22 The “ten slaves of his” in Jesus’ parable did not find their complete fulfillment in the apostles and disciples of the first century of our Common Era. Appropriately, the number of “slaves” was set at “ten,” inasmuch as ten is used in Bible illustrations to stand for allness or completeness, particularly with respect to earthly things. Thus, the “ten slaves” of the parable would nicely picture all the spirit-begotten, anointed slaves of Jesus Christ who are prospective heirs with him in the heavenly kingdom and who have been produced all down through these past nineteen centuries until Christ’s coming into kingly power at the close of the Gentile Times in the year 1914 C.E. and till now. This must be the case, because the apostles and other disciples of the first century C.E. have not survived in the flesh down till Christ’s invisible return with Kingdom power in this twentieth century.
23. (a) The parable’s culminating features find their counterparts with Christ’s disciples of what period? (b) In view of the impending slaughter of the King’s enemies, what is it in our interest to do as regards the parable?

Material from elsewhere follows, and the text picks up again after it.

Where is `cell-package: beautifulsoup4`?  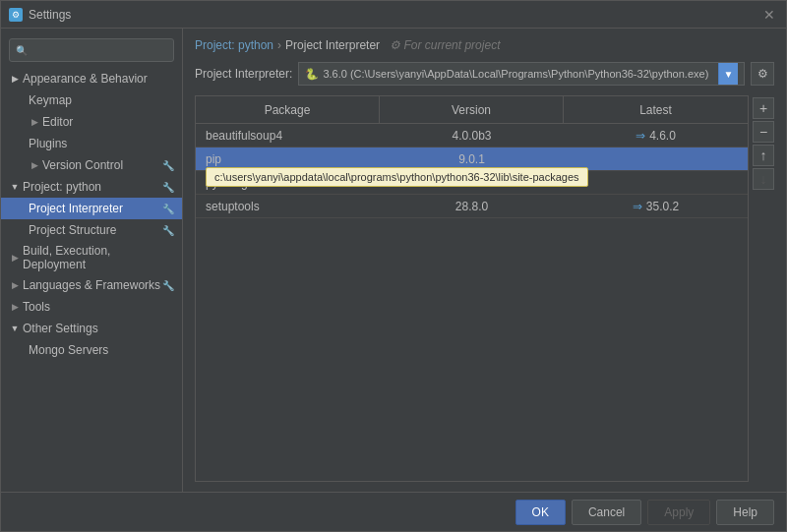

23 Consequently, the final culminating features of Jesus’ parable of the “ten slaves” with ten minas must find their counterparts with the baptized, spirit-begotten, anointed disciples of Jesus Christ alive on earth during this twentieth century. Investigation reveals that there is a remnant of around ten thousand yet on earth, who are ‘doing business’ with the ten symbolic minas for increasing the wealth of earth’s new King. These ten thousand are indeed but a small remaining number when we compare them with the full number of 144,000 disciples who are to be united with Jesus Christ in reigning with him for a thousand years to God’s glory and the everlasting blessing of all mankind. How all these figurative ten slaves have done business or traded with the “ten minas” of the prospective King provides an interesting story. In view of the impending slaughter of all the enemies of earth’s rightful Messianic King, it will be to our interest to follow the story through to the finish and see what proper part we can play in the modern fulfillment of Jesus’ parable.